Saturday, May 27, 2006

God and man in one.

John Calvin has written:
“Another principal part of our reconciliation with God was, that man, who had lost himself by his disobedience, should, by way of remedy, oppose to it obedience, satisfy the justice of God, and pay the penalty of sin. Therefore, our Lord came forth very man, adopted the person of Adam, and assumed his name, that he might in his stead obey the Father; that he might present our flesh as the price of satisfaction to the just judgment of God, and in the same flesh pay the penalty which we had incurred. Finally, since as God only he could not suffer, and as man only could not overcome death, he united the human nature with the divine, that he might subject the weakness of the one to death as an expiation of sin, and by the power of the other, maintaining a struggle with death, might gain us the victory. Those, therefore, who rob Christ of divinity or humanity either detract from his majesty and glory, or obscure his goodness. On the other hand, they are no less injurious to men, undermining and subverting their faith, which, unless it rest on this foundation, cannot stand. Moreover, the expected Redeemer was that son of Abraham and David whom God had promised in the Law and in the Prophets. Here believers have another advantage. Tracing up his origin in regular series to David and Abraham, they more distinctly recognize him as the Messiah celebrated by so many oracles. But special attention must be paid to what I lately explained, namely, that a common nature is the pledge of our union with the Son of God; that, clothed with our flesh, he warred to death with sin that he might be our triumphant conqueror; that the flesh which he received of us he offered in sacrifice, in order that by making expiation he might wipe away our guilt, and appease the just anger of his Father.”
(Calvin, John. Institutes of the Christian Religion, Grand Rapids, MI: Wm. B. Eerdmans Publishing, 1998, p. 402.)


== TASK ==
Although pictures appear in the entries below, leave them out and print exactly the lines from the first line through the line containing "The height and".

===== GIVEN DATA

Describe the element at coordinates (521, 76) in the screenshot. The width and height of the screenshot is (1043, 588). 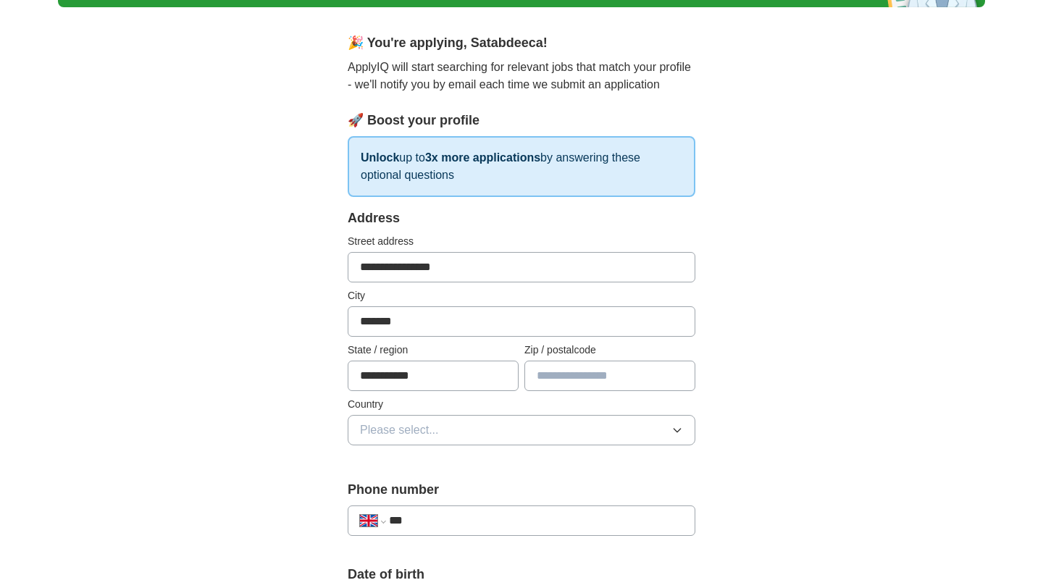
I see `p: ApplyIQ will start searching for relevant jobs that match your profile - we'll notify you by emai...` at that location.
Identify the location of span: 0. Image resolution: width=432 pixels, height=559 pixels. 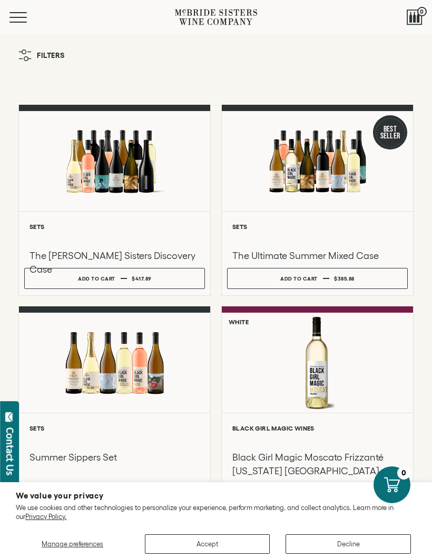
(422, 12).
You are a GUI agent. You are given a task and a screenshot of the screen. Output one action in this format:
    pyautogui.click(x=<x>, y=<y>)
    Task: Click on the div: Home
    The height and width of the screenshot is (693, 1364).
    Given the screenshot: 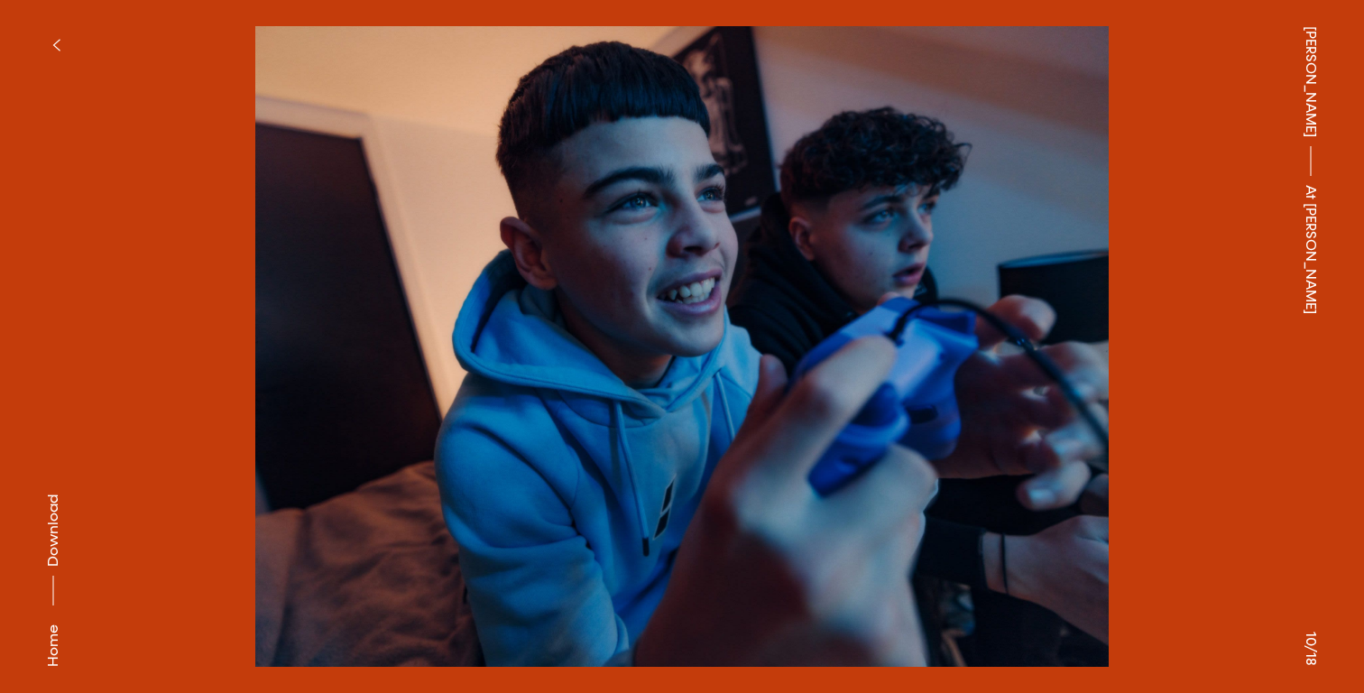 What is the action you would take?
    pyautogui.click(x=53, y=645)
    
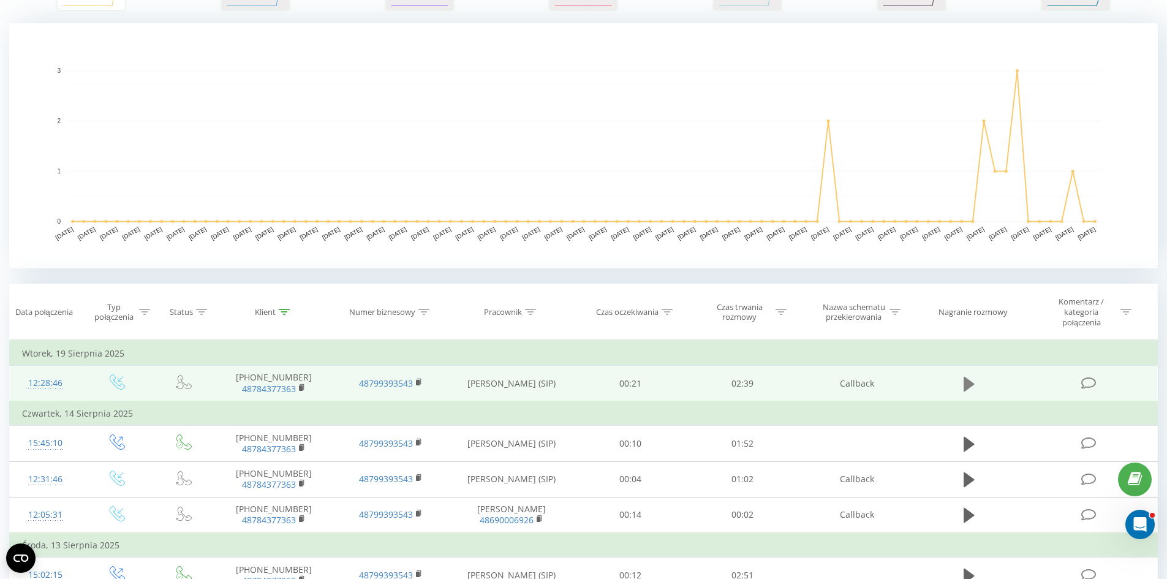 The image size is (1167, 579). Describe the element at coordinates (584, 414) in the screenshot. I see `td: Czwartek, 14 Sierpnia 2025` at that location.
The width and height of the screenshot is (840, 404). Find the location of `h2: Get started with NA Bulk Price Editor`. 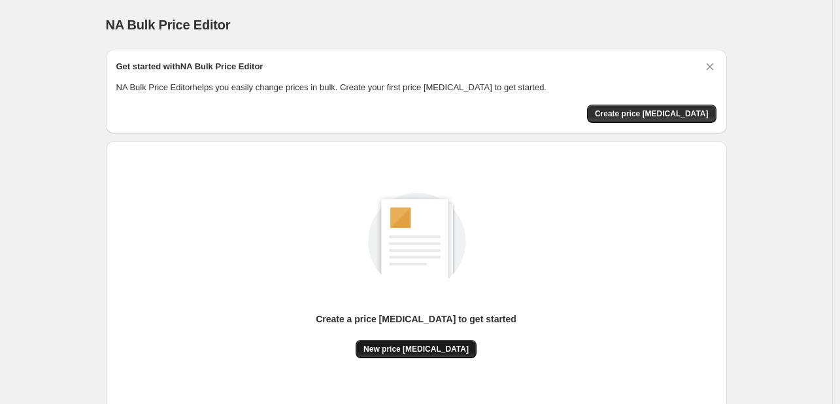

h2: Get started with NA Bulk Price Editor is located at coordinates (190, 67).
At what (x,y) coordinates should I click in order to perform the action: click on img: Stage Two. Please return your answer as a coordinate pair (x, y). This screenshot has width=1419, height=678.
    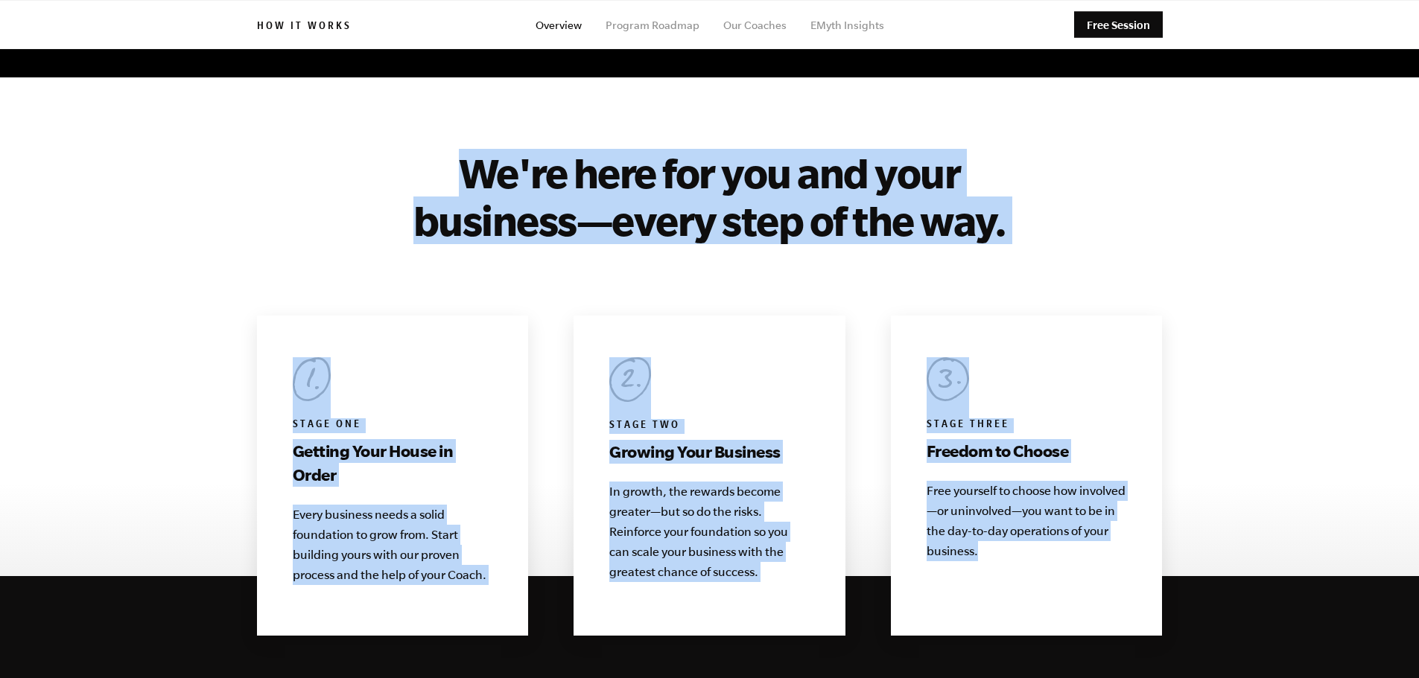
    Looking at the image, I should click on (630, 380).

==========

== EXERCISE OUTPUT ==
Describe the element at coordinates (521, 76) in the screenshot. The width and height of the screenshot is (1043, 588). 
I see `p: ApplyIQ will start searching for relevant jobs that match your profile - we'll notify you by emai...` at that location.
Identify the location of span: 0. Image resolution: width=432 pixels, height=559 pixels. 
(422, 12).
You are a GUI agent. You are given a task and a screenshot of the screen. Output one action in this format:
    pyautogui.click(x=<x>, y=<y>)
    Task: Click on the div: Home
    The height and width of the screenshot is (693, 1364).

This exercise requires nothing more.